In assessing the status of formerly active priests and clergy members from the Catholic Church, the Associated Press started with the official lists published by dioceses and religious orders naming employees who have been credibly accused of sexual abuse.

The AP hand-compiled a national list of accused priests from the 165 dioceses and religious orders that have published such documents. Another 30 dioceses have either not yet published their lists or have given no indication they plan to do so. Among the dioceses not yet publishing are those covering Idaho, Hawaii, Colorado, most of Florida and New York’s Long Island.

RELATED: 100s of accused priests living under radar with no oversight

As of Oct. 1, the AP’s national list included 5,173 priests, lay persons and other clergy members. People named on multiple lists, some employees were named by as many as five different groups, are counted only once.

Each diocese determines its own standard to deem a priest credibly accused, with the allegations ranging from inappropriate conversations or unwanted hugging to forced sodomy or rape.

The AP used diocesan reporting of deceased priests to omit a majority of the listed priests who have since died. Priests whom dioceses said likely were deceased also were omitted from the review.

That left nearly 2,000 priests who were likely living.

A team of AP researchers and reporters spent months searching state and federal court records, social media websites, state licensure board data, news coverage, church bulletins, property ownership records, sex offender registries and other sources to create a general picture of what the named clergy had done since being credibly accused.

RELATED: AP’s major findings on accused priests, by the numbers

Among the data points the AP collected were employment, any charity and volunteer work, current address, criminal history outside the Church, and distance living from a school or playground. For the last metric, the AP used a 2,000-foot radius to measure if someone was close to either, which is the most restrictive residency policy among states that have specific sex offender limitations.

Of the nearly 2,000 clergy members and lay people, the Associated Press found roughly two dozen who had died in recent years. Another 76 could not be found. There are 64 currently in prison, and 13 more facing current criminal charges. Several dozen others live in treatment facilities or under strict church restrictions that give them limited access to the public, internet and travel.

Finally, 75 who don’t meet any of the above categories are currently on sex offender registries. That brings the number of those living without close oversight from the Church or law enforcement to nearly 1,700.

In all cases, the AP’s findings are likely an undercount because researchers could not find copies of some license certifications, court filings, bankruptcies and earlier sex offender registry entries. In addition, a number of states don’t make such information as property ownership records, court records and licensing checks available online to the public. California, for example, does not provide property owners’ names and Massachusetts does not allow licensing searches for teachers.

The review also didn’t count numerous cases of former clergy members who had gone on to serve in other churches, gotten occupational licenses or been criminally charged with offenses committed after their time as priests, but had died before the AP’s 2019 research.

In some cases, common names and a lack of other identifying information provided by dioceses made it difficult to identify anything more than the most basic information about a person; in others, the AP was able to confirm significant levels of detail about where former priests worked, who they lived with and how they spent their time.

In the case of the most egregious crimes reported since priests left the Church, AP reporters tracked down many of the complaints, police reports and other documents related to those cases. AP reporters also compiled the stories of about a dozen former clergy members, interviewing victims, employers, family members, church officials and others to fill out the specifics about their time as priests and after their church service.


▸ **To do**:
Count every line in the entries below that contains the word "What", and give only that number.

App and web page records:

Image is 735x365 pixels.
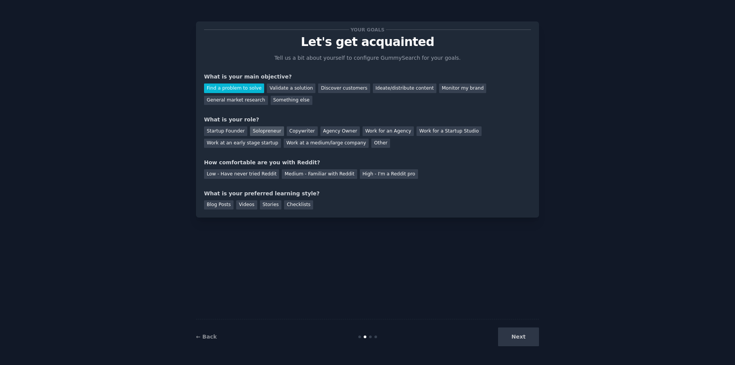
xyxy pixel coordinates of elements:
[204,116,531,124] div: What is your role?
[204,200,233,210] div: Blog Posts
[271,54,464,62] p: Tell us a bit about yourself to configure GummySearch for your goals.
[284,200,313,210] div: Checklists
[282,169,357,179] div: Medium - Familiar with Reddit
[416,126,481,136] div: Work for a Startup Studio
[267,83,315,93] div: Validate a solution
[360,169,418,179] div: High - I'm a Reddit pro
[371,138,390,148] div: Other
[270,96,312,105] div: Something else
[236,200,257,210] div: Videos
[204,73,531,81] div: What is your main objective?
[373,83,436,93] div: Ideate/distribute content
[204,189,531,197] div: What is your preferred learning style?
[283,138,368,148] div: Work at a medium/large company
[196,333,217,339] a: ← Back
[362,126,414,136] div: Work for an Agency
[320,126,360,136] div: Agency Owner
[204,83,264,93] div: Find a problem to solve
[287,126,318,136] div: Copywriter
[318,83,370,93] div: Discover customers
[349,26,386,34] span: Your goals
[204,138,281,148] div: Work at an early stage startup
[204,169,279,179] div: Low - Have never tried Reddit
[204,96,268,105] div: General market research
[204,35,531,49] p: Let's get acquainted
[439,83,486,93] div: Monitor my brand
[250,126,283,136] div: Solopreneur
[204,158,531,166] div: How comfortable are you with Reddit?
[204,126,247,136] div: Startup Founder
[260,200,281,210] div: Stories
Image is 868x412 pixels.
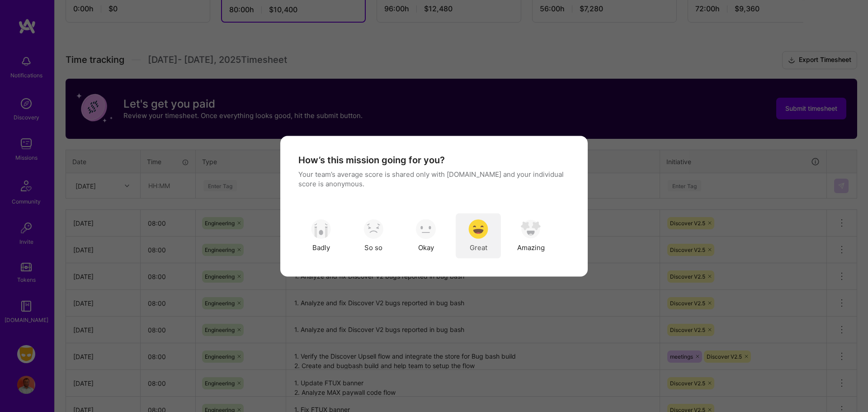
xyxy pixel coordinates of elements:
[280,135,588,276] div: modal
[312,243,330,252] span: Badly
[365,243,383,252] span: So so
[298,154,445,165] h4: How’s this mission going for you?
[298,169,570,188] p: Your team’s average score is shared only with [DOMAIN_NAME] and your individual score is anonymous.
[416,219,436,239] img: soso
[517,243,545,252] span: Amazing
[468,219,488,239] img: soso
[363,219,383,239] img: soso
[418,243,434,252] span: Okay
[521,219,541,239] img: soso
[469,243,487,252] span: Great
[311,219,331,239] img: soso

▸ **Answer box**:
3